Mitochondria-Targeting Peptide Delivers Chemo Drug to Stop Breast Cancer Spread in Mice
A hybrid peptide targeting mitochondria delivered doxorubicin directly to breast cancer cell powerhouses, eliminating lung metastasis in mice by shutting down invasion pathways.
Quick Facts
What This Study Found
P-D-R8MTS completely prevented lung metastasis in 4T1-bearing mice while inhibiting tumor growth, by delivering doxorubicin to mitochondria and downregulating MMP-2, VEGF, and TGF-β.
Key Numbers
R8+ALD5MTS hybrid peptide; HPMA-DOX carrier; pH-responsive release; no lung metastasis; downregulated MMP-2, VEGF, TGF-β
How They Did This
Polymer-peptide-drug conjugate design; in vitro testing on 4T1 and MDA-MB-231 breast cancer cells (proliferation, migration, invasion assays); in vivo 4T1 mouse tumor model with lung metastasis assessment; protein analysis of MMP-2, VEGF, TGF-β.
Why This Research Matters
Metastasis — not the primary tumor — kills most cancer patients.
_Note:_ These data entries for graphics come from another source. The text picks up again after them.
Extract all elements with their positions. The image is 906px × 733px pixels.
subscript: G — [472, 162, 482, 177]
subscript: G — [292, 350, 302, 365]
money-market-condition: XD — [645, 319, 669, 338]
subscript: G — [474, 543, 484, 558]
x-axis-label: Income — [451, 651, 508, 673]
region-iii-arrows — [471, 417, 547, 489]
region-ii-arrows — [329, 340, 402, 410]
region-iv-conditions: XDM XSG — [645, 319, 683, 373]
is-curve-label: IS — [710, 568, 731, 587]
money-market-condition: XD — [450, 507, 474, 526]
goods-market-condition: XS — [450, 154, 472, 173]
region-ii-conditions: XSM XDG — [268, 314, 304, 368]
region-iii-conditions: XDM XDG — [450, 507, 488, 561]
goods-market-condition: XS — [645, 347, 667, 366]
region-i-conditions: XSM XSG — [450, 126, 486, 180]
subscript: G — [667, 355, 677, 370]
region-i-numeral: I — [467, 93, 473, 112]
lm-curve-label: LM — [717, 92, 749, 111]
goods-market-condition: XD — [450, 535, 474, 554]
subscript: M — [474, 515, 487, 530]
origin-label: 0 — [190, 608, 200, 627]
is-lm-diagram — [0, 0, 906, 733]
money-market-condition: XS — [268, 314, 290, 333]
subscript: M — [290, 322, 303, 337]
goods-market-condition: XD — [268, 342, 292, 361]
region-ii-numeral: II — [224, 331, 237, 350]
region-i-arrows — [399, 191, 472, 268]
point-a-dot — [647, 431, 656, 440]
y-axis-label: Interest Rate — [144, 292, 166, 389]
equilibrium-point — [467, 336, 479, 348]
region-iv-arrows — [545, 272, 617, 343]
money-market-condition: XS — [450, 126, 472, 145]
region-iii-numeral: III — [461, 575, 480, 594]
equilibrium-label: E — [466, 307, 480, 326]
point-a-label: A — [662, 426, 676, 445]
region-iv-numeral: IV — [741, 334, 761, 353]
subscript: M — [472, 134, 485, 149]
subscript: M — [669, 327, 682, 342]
A delivery system that specifically targets cancer cell mitochondria to block both tumor growth and spread addresses the most lethal aspect of breast cancer.
The Bigger Picture
Mitochondria-targeted cancer therapy is an emerging strategy. By attacking the organelle that powers both cancer cell survival and invasion machinery, this approach tackles metastasis at its metabolic root.
What This Study Doesn't Tell Us
Mouse model with unspecified group sizes; only breast cancer tested; long-term toxicity of the polymer-peptide system not fully characterized; doxorubicin cardiotoxicity concerns remain.
Questions This Raises
- ?Does mitochondrial targeting reduce doxorubicin's well-known heart toxicity?
- ?Would this platform work against other metastatic cancers (pancreatic, colorectal)?
- ?Can the zero-metastasis result be replicated in larger animal models?
Trust & Context
- Key Stat:
- Zero lung metastases P-D-R8MTS completely prevented lung metastatic nodules in 4T1 breast cancer mice
- Evidence Grade:
- Moderate — compelling in vivo anti-metastasis results with mechanistic in vitro data, but unspecified group sizes and single cancer type.
- Study Age:
- Published in 2020; mitochondria-targeted cancer therapies are in active development.
- Original Title:
- A novel mitochondrial targeted hybrid peptide modified HPMA copolymers for breast cancer metastasis suppression.
- Published In:
- Journal of controlled release : official journal of the Controlled Release Society, 325, 38-51 (2020)
- Authors:
- Li, Qiuyi, Yang, Jiatao, Chen, Cheng(3), Lin, Xi, Zhou, Minglu, Zhou, Zhou, Huang, Yuan
- Database ID:
- RPEP-04948
Evidence Hierarchy
Frequently Asked Questions
Why target mitochondria in cancer cells?
Mitochondria power cancer cell invasion and survival. Destroying them shuts down both the energy supply for metastasis and triggers cell death.
What is R8MTS?
A hybrid peptide combining octaarginine (R8, which penetrates cell membranes) with a mitochondrial targeting sequence (MTS), acting as a molecular GPS to deliver drugs directly to mitochondria.
Read More on RethinkPeptides
Cite This Study
https://rethinkpeptides.com/research/RPEP-04948APA
Li, Qiuyi; Yang, Jiatao; Chen, Cheng; Lin, Xi; Zhou, Minglu; Zhou, Zhou; Huang, Yuan. (2020). A novel mitochondrial targeted hybrid peptide modified HPMA copolymers for breast cancer metastasis suppression.. Journal of controlled release : official journal of the Controlled Release Society, 325, 38-51. https://doi.org/10.1016/j.jconrel.2020.06.010
MLA
Li, Qiuyi, et al. "A novel mitochondrial targeted hybrid peptide modified HPMA copolymers for breast cancer metastasis suppression.." Journal of controlled release : official journal of the Controlled Release Society, 2020. https://doi.org/10.1016/j.jconrel.2020.06.010
RethinkPeptides
RethinkPeptides Research Database. "A novel mitochondrial targeted hybrid peptide modified HPMA ..." RPEP-04948. Retrieved from https://rethinkpeptides.com/research/li-2020-a-novel-mitochondrial-targeted
Access the Original Study
Study data sourced from PubMed, a service of the U.S. National Library of Medicine, National Institutes of Health.
This study breakdown was produced by the RethinkPeptides research team. We analyze and report published research findings without making health recommendations. All interpretations are based solely on the published abstract and study data.